Answer:
true
Explanation:
approach to health and well-being centred on the needs and preferences of individuals, families and communities. It addresses the broader determinants of health and focuses on the comprehensive and interrelated aspects of physical, mental and social health and wellbeing.
It provides whole-person care for health needs throughout the lifespan, not just for a set of specific diseases. Primary health care ensures people receive comprehensive care - ranging from promotion and prevention to treatment, rehabilitation and palliative care - as close as feasible to people’s everyday environment.
Primary health care is rooted in a commitment to social justice and equity and in the recognition of the fundamental right to the highest attainable standard of health, as echoed in Article 25 of the Universal Declaration on Human Rights: “Everyone has the right to a standard of living adequate for the health and wellbeing of himself and of his family, including food, clothing, housing and medical care and necessary social services […]”.
Answer:
i think its toddler it's the age when kids put things in their mouth
What did you learn about this Frederick Douglass education?

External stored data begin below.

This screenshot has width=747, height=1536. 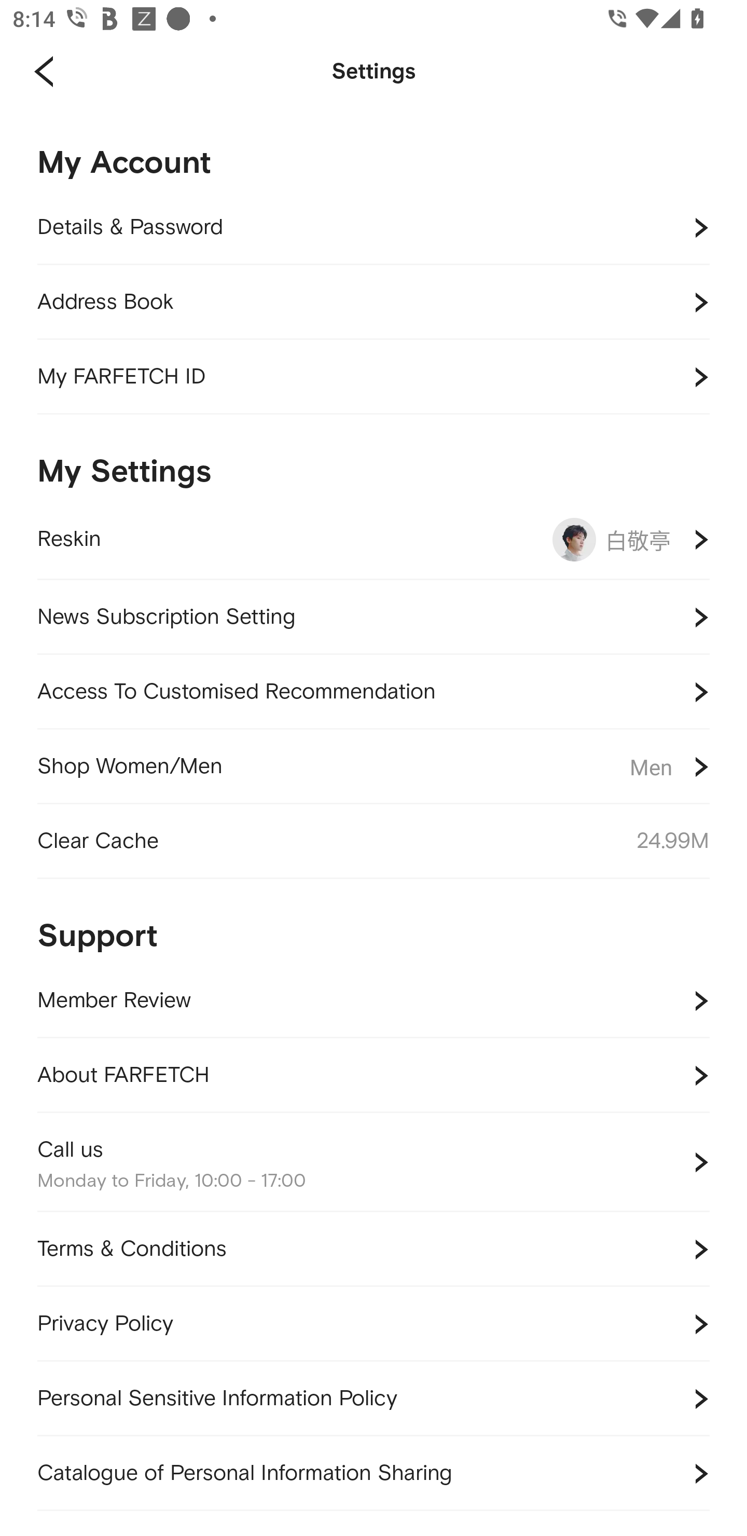 What do you see at coordinates (373, 1000) in the screenshot?
I see `Member Review` at bounding box center [373, 1000].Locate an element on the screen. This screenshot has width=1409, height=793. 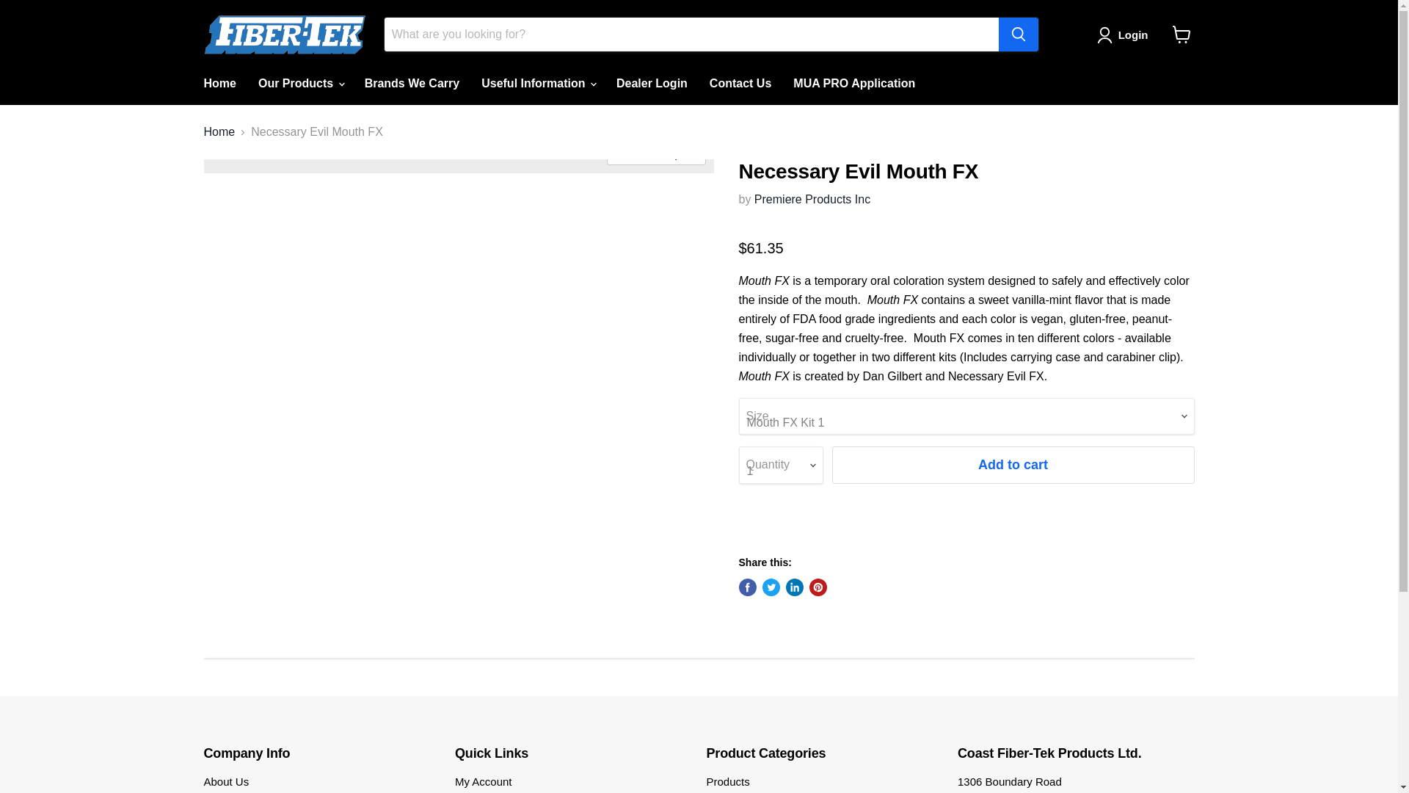
View cart is located at coordinates (1182, 34).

“Once you learn to read, you will forever be free.”
We knew that education is vital to human growth. Education transcended Frederick Douglass from a slave to a free man.
Did he go to school?
No. Douglass learned to read as a child in slavery, taught first by Sophia Auld, the wife of slave owner Hugh Auld.
Did he go to college?
No. Frederick Douglass (1818-1895), while a brilliant man, never attended college.

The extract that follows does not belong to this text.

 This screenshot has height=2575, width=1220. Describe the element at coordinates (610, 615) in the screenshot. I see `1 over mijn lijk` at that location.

The final stage of apartheid's demise happened so quickly as to have taken many people in South Africa and throughout the world by surprise. The release of Nelson Mandela in February 1990 and the lifting of the ban of the African National Congress (ANC) and other liberation movements led to a protracted series of negotiations out of which emerged a democratic constitution and the first free election in the country's history. Democracy did not emerge spontaneously; it had to be built laboriously, brick by brick. This was a complex process, following years of multifaceted struggle and accompanied in the 1990-1994 period by convulsive violence as vested interests resisted change. Probably unique in the history of colonialism, white settlers voluntarily gave up their monopoly of political power. The final transfer of power was remarkably peaceful; it is often is described as a "miracle" because many thought that South Africa would erupt into violent civil war.